Manila: Negotiators from the Philippines government and a rebel group have admitted the difficulty of realising an ambitious plan to decommission the firearms of the military and other armed groups in the country’s restive south.
The government and the Moro Islamic Liberation Front (MILF) rebel group began peace talks in Malaysia on Wednesday.
In addition to the army, pro-government militia, several rebel militant groups, private armed groups backed by politicians, Al Qaida-linked terrorists and kidnap-for-ransom bandits operate in the southern Philippines, known as a wilderness of loose firearms and hotheads.
“We need to be realistic enough to know we will also make mistakes, that we will not be able to bring everybody on board, that we will suffer delays, that there will be naysayers, recalcitrants and breakaways, as well as corrupt and abusive members of our respective organisations,” said Philippine government negotiator Miriam Coronel-Ferrer at the start of negotiations with the MILF in Kuala Lumpur.
“We in the MILF and government continue to strive to overcome all that stands in our way leading to the signing of the Comprehensive Peace Agreement,” Mohagher Iqbal, the chief MILF negotiator, said at the opening of the talks that were scheduled to end on January 26.
The government and the MILF have already agreed in principle to “decommission” the arms of the MILF fighters; but the firearms will not be destroyed, said a source who requested for anonymity. They have yet to finalise details of an agreement on how to secure the firearms and which third international party will make initial and continuous inventory of the rebels’ firearms, the source added.
The government has yet to respond to the MILF’s proposal that MILF fighters must be allowed a minimum number of firearms based on the country’s gun law, said the source, adding that both parties will agree on the stages of the decommissioning of arms of the MILF and the government forces.
Iqbal said both parties had already agreed in principle that the military and pro-government militia must also gradually decommission arms, adding that the Philippine government and the MILF have yet to discuss the stages of the redeployment of government soldiers from or within the autonomous region of Filipino-Muslims.
As this happens, the military, police, and the Bangsamoro Islamic Armed Forces (BIAF), the armed wing of the MILF, “will join each other in keeping peace in the south,” explained Coronel-Ferrer.
The MILF has also proposed that the government must be responsible for preventing the proliferation of firearms among private armed groups in the south.
The idea is to make the southern Philippines gun-free, said Coronel-Ferrer, adding that this plan will involve other southern parts such as Zamboanga City, Zamboanga Peninsula, North Cotabato and Lanao del Norte.
These areas are outside the five provinces and city that currently comprise the existing Autonomous Region in Muslim Mindanao (ARMM), which the Philippine government and the MILF hope to expand with eight more municipalities and 800 Muslim-dominated villages.
The socially volatile south is also the base of the Abu Sayyaf militant group and the Bangsamoro Islamic Freedom Fighter (BIFF), the armed wing of the Bangsamoro Islamic Freedom Movement (BIFM) led by former MILF commander Umbra Ameril Kato.
It is also the home of the Moro National Liberation Front (MNLF) whose faction led by MNLF founder Nur Misuari renewed a second armed struggle by taking over several villages in Zamboanga City in September 2013.
Misuari had forged two pro-autonomy peace settlements with the Philippine government in 1986 and 1997.
Despite the problems these groups might create, 90 per cent of the details of the normalisation annex have been agreed upon by the Philippine government and the MILF, said Iqbal.
Normalisation is the fourth annex to be finalised by the two parties before their signing of a comprehensive peace settlement.
President Benigno Aquino said the expansion of the ARMM and the establishment of a new Bangsamoro political entity in the south, for all Filipino-Muslims, should be done before the end of his term in 2016.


• [ABOUT THIS TASK]: I would like every record reproduced exactly, with the pictures left out.

___ STORED DATA

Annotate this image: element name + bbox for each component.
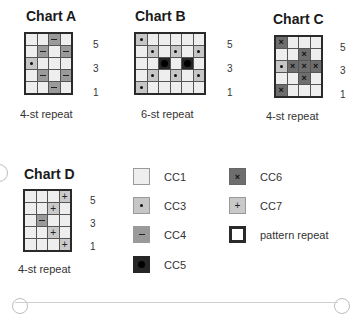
legend-label: CC6 <box>260 171 282 183</box>
stitch-cell-cc5 <box>159 58 170 69</box>
stitch-cell-cc1 <box>182 46 193 57</box>
stitch-cell-cc1 <box>171 34 182 45</box>
stitch-cell-cc1 <box>49 58 60 69</box>
stitch-cell-cc1 <box>311 73 322 84</box>
stitch-cell-cc6: × <box>299 73 310 84</box>
stitch-cell-cc1 <box>159 46 170 57</box>
stitch-cell-cc4 <box>49 34 60 45</box>
swatch-blank-icon <box>133 168 150 185</box>
swatch-outline-icon <box>229 226 246 243</box>
stitch-cell-cc7: + <box>60 239 71 250</box>
stitch-cell-cc1 <box>37 239 48 250</box>
stitch-cell-cc1 <box>49 70 60 81</box>
repeat-label: 4-st repeat <box>18 263 71 275</box>
stitch-cell-cc1 <box>61 82 72 93</box>
stitch-cell-cc1 <box>136 70 147 81</box>
stitch-cell-cc3 <box>148 46 159 57</box>
stitch-cell-cc1 <box>38 82 49 93</box>
stitch-cell-cc1 <box>288 73 299 84</box>
stitch-cell-cc1 <box>25 203 36 214</box>
stitch-cell-cc1 <box>276 49 287 60</box>
row-number: 3 <box>90 218 96 229</box>
decorative-circle-bottom-left <box>12 298 28 314</box>
row-number: 5 <box>227 39 233 50</box>
stitch-cell-cc1 <box>311 37 322 48</box>
stitch-cell-cc4 <box>38 70 49 81</box>
stitch-cell-cc4 <box>38 46 49 57</box>
stitch-cell-cc6: × <box>276 85 287 96</box>
repeat-label: 4-st repeat <box>20 108 73 120</box>
stitch-cell-cc1 <box>25 227 36 238</box>
stitch-cell-cc1 <box>159 82 170 93</box>
swatch-x-icon: × <box>229 168 246 185</box>
stitch-cell-cc1 <box>26 34 37 45</box>
legend-item-cc3: CC3 <box>133 197 186 214</box>
stitch-cell-cc1 <box>288 49 299 60</box>
stitch-cell-cc3 <box>136 82 147 93</box>
decorative-circle-left <box>0 164 8 182</box>
stitch-cell-cc3 <box>171 46 182 57</box>
stitch-cell-cc1 <box>148 82 159 93</box>
swatch-dash-icon <box>133 226 150 243</box>
legend-label: CC1 <box>164 171 186 183</box>
chart-grid <box>134 32 206 95</box>
stitch-cell-cc3 <box>171 70 182 81</box>
row-number: 1 <box>90 241 96 252</box>
stitch-cell-cc1 <box>25 215 36 226</box>
divider <box>15 302 338 303</box>
stitch-cell-cc1 <box>194 34 205 45</box>
stitch-cell-cc3 <box>148 70 159 81</box>
row-number: 5 <box>340 42 346 53</box>
repeat-label: 6-st repeat <box>141 108 194 120</box>
stitch-cell-cc3 <box>194 70 205 81</box>
stitch-cell-cc1 <box>61 58 72 69</box>
legend-item-cc6: × CC6 <box>229 168 282 185</box>
stitch-cell-cc6: × <box>299 49 310 60</box>
stitch-cell-cc1 <box>48 239 59 250</box>
stitch-cell-cc1 <box>60 215 71 226</box>
stitch-cell-cc4 <box>49 82 60 93</box>
row-number: 5 <box>93 39 99 50</box>
stitch-cell-cc1 <box>311 85 322 96</box>
stitch-cell-cc1 <box>26 82 37 93</box>
stitch-cell-cc1 <box>171 82 182 93</box>
stitch-cell-cc7: + <box>48 203 59 214</box>
swatch-big-dot-icon <box>133 256 150 273</box>
stitch-cell-cc4 <box>37 215 48 226</box>
stitch-cell-cc1 <box>26 46 37 57</box>
stitch-cell-cc1 <box>26 70 37 81</box>
stitch-cell-cc6: × <box>299 61 310 72</box>
legend-label: CC5 <box>164 259 186 271</box>
swatch-plus-icon: + <box>229 197 246 214</box>
chart-title: Chart B <box>135 8 186 24</box>
legend-item-pattern-repeat: pattern repeat <box>229 226 329 243</box>
stitch-cell-cc1 <box>148 58 159 69</box>
stitch-cell-cc1 <box>182 70 193 81</box>
stitch-cell-cc1 <box>276 73 287 84</box>
chart-title: Chart A <box>26 8 76 24</box>
row-number: 3 <box>340 65 346 76</box>
stitch-cell-cc3 <box>194 46 205 57</box>
stitch-cell-cc1 <box>194 82 205 93</box>
stitch-cell-cc1 <box>288 85 299 96</box>
chart-title: Chart C <box>273 11 324 27</box>
stitch-cell-cc1 <box>299 85 310 96</box>
legend-item-cc5: CC5 <box>133 256 186 273</box>
decorative-circle-bottom-right <box>334 298 350 314</box>
stitch-cell-cc1 <box>171 58 182 69</box>
row-number: 3 <box>227 63 233 74</box>
stitch-cell-cc3 <box>26 58 37 69</box>
stitch-cell-cc1 <box>182 82 193 93</box>
chart-grid: ++++ <box>23 189 72 252</box>
stitch-cell-cc1 <box>148 34 159 45</box>
stitch-cell-cc1 <box>159 34 170 45</box>
stitch-cell-cc1 <box>49 46 60 57</box>
legend-item-cc7: + CC7 <box>229 197 282 214</box>
chart-grid: ××××××× <box>274 35 323 98</box>
repeat-label: 4-st repeat <box>266 110 319 122</box>
legend-item-cc1: CC1 <box>133 168 186 185</box>
stitch-cell-cc1 <box>136 46 147 57</box>
stitch-cell-cc1 <box>60 227 71 238</box>
stitch-cell-cc3 <box>136 34 147 45</box>
stitch-cell-cc1 <box>37 203 48 214</box>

______

• [EXERCISE OUTPUT]:
Annotate this image: element name + bbox for each component.
legend-label: CC6 <box>260 171 282 183</box>
stitch-cell-cc5 <box>159 58 170 69</box>
stitch-cell-cc1 <box>182 46 193 57</box>
stitch-cell-cc1 <box>171 34 182 45</box>
stitch-cell-cc1 <box>49 58 60 69</box>
stitch-cell-cc1 <box>311 73 322 84</box>
stitch-cell-cc6: × <box>299 73 310 84</box>
stitch-cell-cc1 <box>159 46 170 57</box>
stitch-cell-cc4 <box>49 34 60 45</box>
swatch-blank-icon <box>133 168 150 185</box>
swatch-outline-icon <box>229 226 246 243</box>
stitch-cell-cc7: + <box>60 239 71 250</box>
stitch-cell-cc1 <box>37 239 48 250</box>
stitch-cell-cc1 <box>49 70 60 81</box>
repeat-label: 4-st repeat <box>18 263 71 275</box>
stitch-cell-cc1 <box>61 82 72 93</box>
stitch-cell-cc1 <box>136 70 147 81</box>
stitch-cell-cc3 <box>148 46 159 57</box>
stitch-cell-cc1 <box>38 82 49 93</box>
stitch-cell-cc1 <box>288 73 299 84</box>
stitch-cell-cc1 <box>25 203 36 214</box>
stitch-cell-cc1 <box>276 49 287 60</box>
row-number: 3 <box>90 218 96 229</box>
decorative-circle-bottom-left <box>12 298 28 314</box>
row-number: 5 <box>227 39 233 50</box>
stitch-cell-cc1 <box>311 37 322 48</box>
stitch-cell-cc4 <box>38 70 49 81</box>
stitch-cell-cc4 <box>38 46 49 57</box>
stitch-cell-cc6: × <box>276 85 287 96</box>
repeat-label: 4-st repeat <box>20 108 73 120</box>
stitch-cell-cc1 <box>25 227 36 238</box>
stitch-cell-cc1 <box>159 82 170 93</box>
swatch-x-icon: × <box>229 168 246 185</box>
stitch-cell-cc1 <box>26 34 37 45</box>
legend-item-cc3: CC3 <box>133 197 186 214</box>
stitch-cell-cc1 <box>288 49 299 60</box>
stitch-cell-cc3 <box>136 82 147 93</box>
decorative-circle-left <box>0 164 8 182</box>
stitch-cell-cc3 <box>171 46 182 57</box>
stitch-cell-cc1 <box>148 82 159 93</box>
swatch-dash-icon <box>133 226 150 243</box>
legend-label: CC1 <box>164 171 186 183</box>
chart-grid <box>134 32 206 95</box>
stitch-cell-cc3 <box>171 70 182 81</box>
row-number: 1 <box>90 241 96 252</box>
stitch-cell-cc1 <box>25 215 36 226</box>
divider <box>15 302 338 303</box>
stitch-cell-cc1 <box>194 34 205 45</box>
stitch-cell-cc3 <box>148 70 159 81</box>
row-number: 5 <box>340 42 346 53</box>
repeat-label: 6-st repeat <box>141 108 194 120</box>
stitch-cell-cc3 <box>194 70 205 81</box>
stitch-cell-cc1 <box>61 58 72 69</box>
legend-item-cc6: × CC6 <box>229 168 282 185</box>
stitch-cell-cc6: × <box>299 49 310 60</box>
stitch-cell-cc1 <box>48 239 59 250</box>
stitch-cell-cc1 <box>60 215 71 226</box>
stitch-cell-cc4 <box>49 82 60 93</box>
row-number: 5 <box>93 39 99 50</box>
stitch-cell-cc1 <box>311 85 322 96</box>
stitch-cell-cc1 <box>26 82 37 93</box>
stitch-cell-cc1 <box>171 82 182 93</box>
stitch-cell-cc7: + <box>48 203 59 214</box>
swatch-big-dot-icon <box>133 256 150 273</box>
stitch-cell-cc4 <box>37 215 48 226</box>
stitch-cell-cc1 <box>26 46 37 57</box>
stitch-cell-cc1 <box>26 70 37 81</box>
stitch-cell-cc6: × <box>299 61 310 72</box>
legend-label: CC5 <box>164 259 186 271</box>
swatch-plus-icon: + <box>229 197 246 214</box>
chart-title: Chart B <box>135 8 186 24</box>
legend-item-pattern-repeat: pattern repeat <box>229 226 329 243</box>
stitch-cell-cc1 <box>148 58 159 69</box>
stitch-cell-cc1 <box>182 70 193 81</box>
stitch-cell-cc1 <box>276 73 287 84</box>
chart-title: Chart A <box>26 8 76 24</box>
row-number: 3 <box>340 65 346 76</box>
stitch-cell-cc3 <box>194 46 205 57</box>
stitch-cell-cc1 <box>194 82 205 93</box>
stitch-cell-cc1 <box>288 85 299 96</box>
chart-title: Chart C <box>273 11 324 27</box>
stitch-cell-cc1 <box>299 85 310 96</box>
legend-item-cc5: CC5 <box>133 256 186 273</box>
decorative-circle-bottom-right <box>334 298 350 314</box>
stitch-cell-cc1 <box>171 58 182 69</box>
row-number: 3 <box>227 63 233 74</box>
stitch-cell-cc3 <box>26 58 37 69</box>
stitch-cell-cc1 <box>182 82 193 93</box>
chart-grid: ++++ <box>23 189 72 252</box>
stitch-cell-cc1 <box>148 34 159 45</box>
stitch-cell-cc1 <box>159 34 170 45</box>
stitch-cell-cc1 <box>49 46 60 57</box>
legend-item-cc7: + CC7 <box>229 197 282 214</box>
chart-grid: ××××××× <box>274 35 323 98</box>
repeat-label: 4-st repeat <box>266 110 319 122</box>
legend-item-cc1: CC1 <box>133 168 186 185</box>
stitch-cell-cc1 <box>136 46 147 57</box>
stitch-cell-cc1 <box>60 227 71 238</box>
stitch-cell-cc3 <box>136 34 147 45</box>
stitch-cell-cc1 <box>37 203 48 214</box>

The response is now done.